Heroes of Holography

In the early 1960's a series of publications reported the discovery and potential applications of holographic interferometry. They became known as the Powell and Stetson papers. Robert H. Powell passed away in July, 2015. I asked Karl Stetson to reflect on his memories of his research partner. The following is Karl's response.

 

Memories of Robert L. Powell by Karl Stetson

      I learned that today, July 21, 2015, Robert L. Powell died this morning at the age of 91 in a Houston Texas hospital from complications of prostate cancer.  I spoke with his son, Robert Powell Jr. in response to an email I had received.  What I would like to do here is to write down my memories of him, first as a professor, then as a friend, then as also a colleague.

      I first met him when I was an undergraduate at what is now the University of Massachusetts at Lowell.  Bob was one of the most competent and conscientious professors I had.  If any of us asked a knotty question he couldn’t answer on the spot, we could be sure he would have the answer for us at our next class.  We kept in contact after I graduated, and I remember my wife Elaine and I visiting him and his wife Betty 1962 when we were living near Buffalo, NY, and he had joined IBM at Owego, NY.  In September, 1962, I moved to Ann Arbor, Michigan, and joined what was then the University of Michigan’s Institute of Science and Technology, (IST).  I remember visiting him and describing the optical Fourier processing work that was being done at the IST.  When I said the light had to be coherent, that precipitated an argument that lasted till the small hours of the night.

      In 1964, Bob decided to leave IBM and was looking for another situation.  Based on my enthusiasm for what we were doing, he interviewed at IST and was hired.  Our main work at IST was airborne side-looking synthetic aperture radar; however, an offshoot was the off-axis hologram, something greatly aided by our recent acquisition of He-Ne lasers. By 1964, holograms had progressed from continuous tone transparencies, to diffusely illuminated transparencies, to three-dimensional objects.  Bob and I were put to work to solve the “problem of the holograms,” i.e., that the brightest one yet made was a fluke that couldn’t be duplicated.  We solved this problem, and in the process discovered holographic interferometry.

      We didn’t know that, months earlier, Emmett Leith and Juris Upatnieks had observed results in hologram reconstructions that, in retrospect, were examples of holographic interferometry.  They never sought to understand these phenomena, but when Powell and I made analogous observations, we proposed that separate recordings within a single hologram could give rise to interference between their reconstructions.  We then did experiments that confirmed this, and went on to explore holography of vibrating objects.  We were also the first to conceive and demonstrate that a hologram could act as a beamsplitter between the light reflected by an object and light reconstructed by its reference beam, the basis of real-time holographic interferometry.

      It is fair to say that I was the primary experimentalist of our collaboration and that Bob was the main theoretician, but he was much more than that.  He had a strong distrust of what was conventional wisdom around the laboratory, and he also had a keen understanding of the concepts of physics.  When our observations suggested light beams that were incoherent during the recording of a hologram became coherent within its reconstruction, he recognized this was a ground-breaking discovery.  Neither Powell nor I could have discovered holographic interferometry alone – it was the fortunate result of our combined capabilities.

      In the winter of 1965, I left IST to join GCA Corporation in Massachusetts.  By summer of 1966, Bob had left IST and was working for Grant/Crafton Optronics, GCO.  In the fall of 1966, I left to join the Institute of Optical Research at the Royal Institute of Technology (KTH) in Stockholm to obtain my doctoral degree.  Bob eventually left GCO and joined American Optical in Southbridge, Mass.  We met, he and his wife Betty and I and my wife Elaine, in the summer of 1968 at a pair of conferences in Glasgow, Scotland, and Florence, Italy.  He and I presented invited papers at the Glasgow conference.

      I had contact with Bob in 1970 while I was at the National Physical Laboratory in England.  He had started his own company, and we corresponded about that and legal issues that had arisen regarding the University of Michigan patents on holographic interferometry.  I also had contact with him when he was at Oakland University in Rochester, Michigan, and I was at Ford Research Laboratories around 1972.  I know he worked with Joseph Hovanesian there on photo-elastic effects in holographic interferometry.  After that, I moved back to the East Coast and he moved back to Texas.

      During the last forty years, we never met, but occasionally conversed by telephone and eventually by email.  I know that in recent years he became very interested in Euclidean geometry and related material concerning subjects as diverse as fractals.  At one point he sent me a draft of work on this subject, but, as I emailed him, for me it was like joining a book discussion group where not only had I not read the book, I didn’t even know what the book was.  His was a unique mind, capable of remarkable insights and unique perspectives, and I will always be in his debt for launching me on what became my career.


- [WHAT YOU WILL DO]
Please count the lines of the data that contain "Cretaceous" and state only the total.
Start of TASK INPUTS
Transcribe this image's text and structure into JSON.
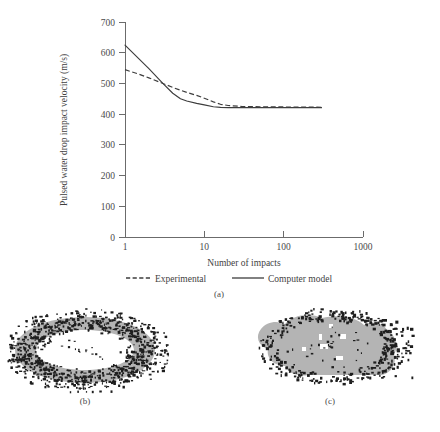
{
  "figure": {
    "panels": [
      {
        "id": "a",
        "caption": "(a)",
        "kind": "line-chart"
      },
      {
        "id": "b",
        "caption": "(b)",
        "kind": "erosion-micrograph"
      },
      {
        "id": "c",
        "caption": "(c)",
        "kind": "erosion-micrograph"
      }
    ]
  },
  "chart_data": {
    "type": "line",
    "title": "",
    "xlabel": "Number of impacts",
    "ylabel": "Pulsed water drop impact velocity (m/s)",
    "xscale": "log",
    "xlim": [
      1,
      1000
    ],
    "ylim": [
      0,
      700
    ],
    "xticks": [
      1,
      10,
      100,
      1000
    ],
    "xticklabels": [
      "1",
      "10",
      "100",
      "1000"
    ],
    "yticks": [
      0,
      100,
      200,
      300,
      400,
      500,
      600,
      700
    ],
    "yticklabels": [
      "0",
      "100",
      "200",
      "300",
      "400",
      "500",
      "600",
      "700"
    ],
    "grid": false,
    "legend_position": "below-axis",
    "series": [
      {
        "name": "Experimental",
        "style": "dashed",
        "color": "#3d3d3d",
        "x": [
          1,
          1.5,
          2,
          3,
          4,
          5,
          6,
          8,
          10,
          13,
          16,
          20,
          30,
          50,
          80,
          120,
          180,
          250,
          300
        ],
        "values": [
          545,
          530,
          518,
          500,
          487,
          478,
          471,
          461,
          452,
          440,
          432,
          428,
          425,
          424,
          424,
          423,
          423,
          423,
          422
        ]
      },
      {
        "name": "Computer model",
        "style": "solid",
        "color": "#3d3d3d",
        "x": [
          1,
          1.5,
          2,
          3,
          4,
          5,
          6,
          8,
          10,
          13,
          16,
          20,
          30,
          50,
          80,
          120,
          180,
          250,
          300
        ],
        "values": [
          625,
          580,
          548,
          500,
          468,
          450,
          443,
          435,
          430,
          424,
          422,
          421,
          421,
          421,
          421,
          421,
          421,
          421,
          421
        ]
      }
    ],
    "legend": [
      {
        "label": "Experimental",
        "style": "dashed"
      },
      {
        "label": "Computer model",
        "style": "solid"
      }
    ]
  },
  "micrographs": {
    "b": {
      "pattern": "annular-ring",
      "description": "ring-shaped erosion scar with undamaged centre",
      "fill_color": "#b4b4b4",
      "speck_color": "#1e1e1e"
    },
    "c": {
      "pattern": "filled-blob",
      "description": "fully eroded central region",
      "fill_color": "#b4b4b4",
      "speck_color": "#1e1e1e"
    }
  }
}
End of TASK INPUTS
Start of TASK INPUTS
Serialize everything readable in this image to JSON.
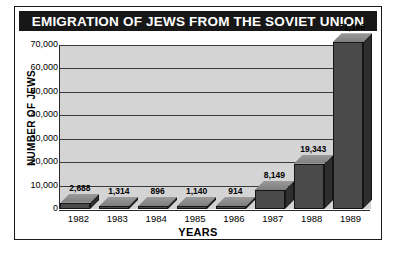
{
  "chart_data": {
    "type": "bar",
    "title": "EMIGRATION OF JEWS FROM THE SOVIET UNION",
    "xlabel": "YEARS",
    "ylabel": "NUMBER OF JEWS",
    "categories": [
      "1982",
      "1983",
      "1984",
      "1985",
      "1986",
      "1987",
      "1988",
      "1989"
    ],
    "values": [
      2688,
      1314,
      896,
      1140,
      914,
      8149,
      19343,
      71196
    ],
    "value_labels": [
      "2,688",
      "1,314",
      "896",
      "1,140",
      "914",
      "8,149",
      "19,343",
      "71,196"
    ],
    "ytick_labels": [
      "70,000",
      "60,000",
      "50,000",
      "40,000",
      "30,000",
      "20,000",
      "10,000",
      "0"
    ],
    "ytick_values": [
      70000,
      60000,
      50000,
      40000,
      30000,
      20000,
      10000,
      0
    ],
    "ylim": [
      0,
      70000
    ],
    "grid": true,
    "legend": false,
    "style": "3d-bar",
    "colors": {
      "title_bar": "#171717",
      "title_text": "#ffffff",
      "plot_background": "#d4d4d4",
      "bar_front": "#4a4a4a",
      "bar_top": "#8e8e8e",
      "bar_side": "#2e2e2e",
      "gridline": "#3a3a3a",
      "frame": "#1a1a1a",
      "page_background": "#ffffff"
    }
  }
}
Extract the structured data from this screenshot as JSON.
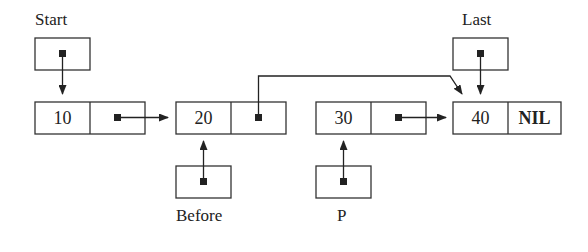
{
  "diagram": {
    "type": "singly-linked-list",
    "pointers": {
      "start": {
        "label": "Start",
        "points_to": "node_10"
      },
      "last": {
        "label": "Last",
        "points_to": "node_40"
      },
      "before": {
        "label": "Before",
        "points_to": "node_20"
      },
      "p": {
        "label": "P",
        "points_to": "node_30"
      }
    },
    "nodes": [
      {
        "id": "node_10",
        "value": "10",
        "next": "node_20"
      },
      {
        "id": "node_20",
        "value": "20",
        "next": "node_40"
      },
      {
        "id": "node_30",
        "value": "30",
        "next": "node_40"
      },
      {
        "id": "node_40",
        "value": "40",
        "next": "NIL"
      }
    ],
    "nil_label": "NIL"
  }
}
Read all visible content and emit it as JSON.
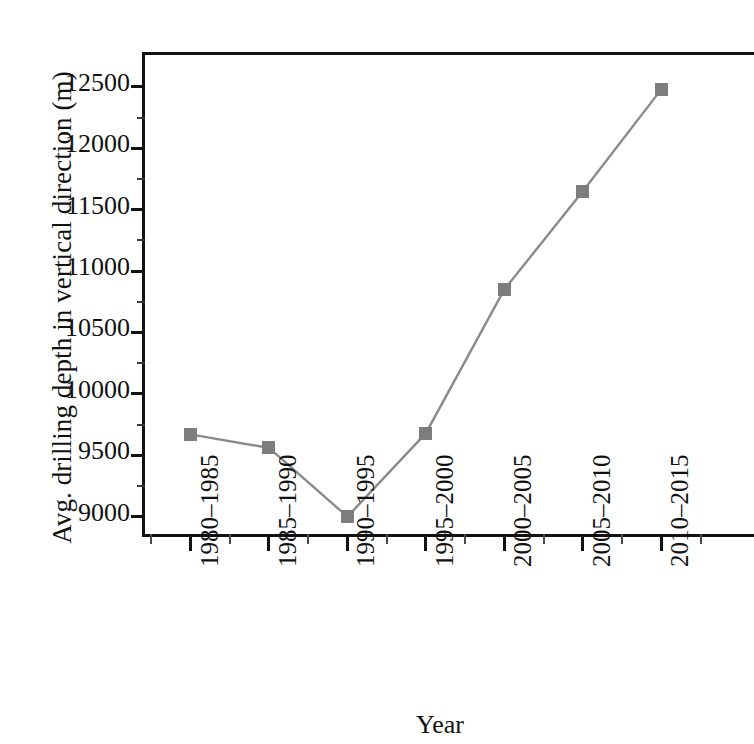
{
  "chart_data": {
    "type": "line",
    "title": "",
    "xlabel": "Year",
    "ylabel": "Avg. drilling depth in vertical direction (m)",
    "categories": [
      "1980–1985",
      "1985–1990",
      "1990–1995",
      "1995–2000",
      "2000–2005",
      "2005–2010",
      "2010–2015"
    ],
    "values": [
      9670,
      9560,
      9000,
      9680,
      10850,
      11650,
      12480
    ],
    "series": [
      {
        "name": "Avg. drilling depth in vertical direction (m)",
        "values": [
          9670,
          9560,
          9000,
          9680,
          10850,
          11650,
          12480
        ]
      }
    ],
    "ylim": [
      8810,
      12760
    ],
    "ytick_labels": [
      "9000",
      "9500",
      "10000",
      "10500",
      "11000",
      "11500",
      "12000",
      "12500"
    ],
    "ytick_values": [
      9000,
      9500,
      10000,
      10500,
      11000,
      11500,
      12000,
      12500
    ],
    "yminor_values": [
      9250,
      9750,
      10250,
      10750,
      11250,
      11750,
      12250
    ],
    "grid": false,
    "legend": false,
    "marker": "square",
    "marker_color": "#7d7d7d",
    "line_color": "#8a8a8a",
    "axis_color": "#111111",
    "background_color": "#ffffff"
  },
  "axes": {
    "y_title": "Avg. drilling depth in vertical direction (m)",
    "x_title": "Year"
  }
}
End of TASK INPUTS
Start of TASK INPUTS
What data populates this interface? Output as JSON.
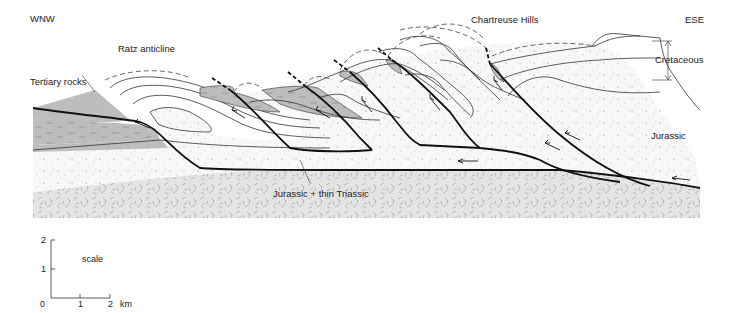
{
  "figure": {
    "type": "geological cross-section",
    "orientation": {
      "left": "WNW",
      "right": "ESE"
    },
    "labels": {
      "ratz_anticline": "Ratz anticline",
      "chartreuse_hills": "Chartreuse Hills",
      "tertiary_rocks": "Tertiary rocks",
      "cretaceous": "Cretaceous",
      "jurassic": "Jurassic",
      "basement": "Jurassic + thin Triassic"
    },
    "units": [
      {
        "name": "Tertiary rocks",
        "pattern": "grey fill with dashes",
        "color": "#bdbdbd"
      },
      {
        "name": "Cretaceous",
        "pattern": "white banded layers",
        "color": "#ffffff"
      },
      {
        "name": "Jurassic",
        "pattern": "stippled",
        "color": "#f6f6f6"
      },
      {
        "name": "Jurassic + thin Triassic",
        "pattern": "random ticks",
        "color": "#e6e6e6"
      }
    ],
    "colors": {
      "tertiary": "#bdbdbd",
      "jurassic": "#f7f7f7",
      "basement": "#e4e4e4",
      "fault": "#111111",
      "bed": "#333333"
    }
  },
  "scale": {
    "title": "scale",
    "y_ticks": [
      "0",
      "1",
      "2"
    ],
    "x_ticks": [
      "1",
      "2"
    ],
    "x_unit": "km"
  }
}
End of TASK INPUTS
- [SOLUTION FOR THIS PROBLEM]
2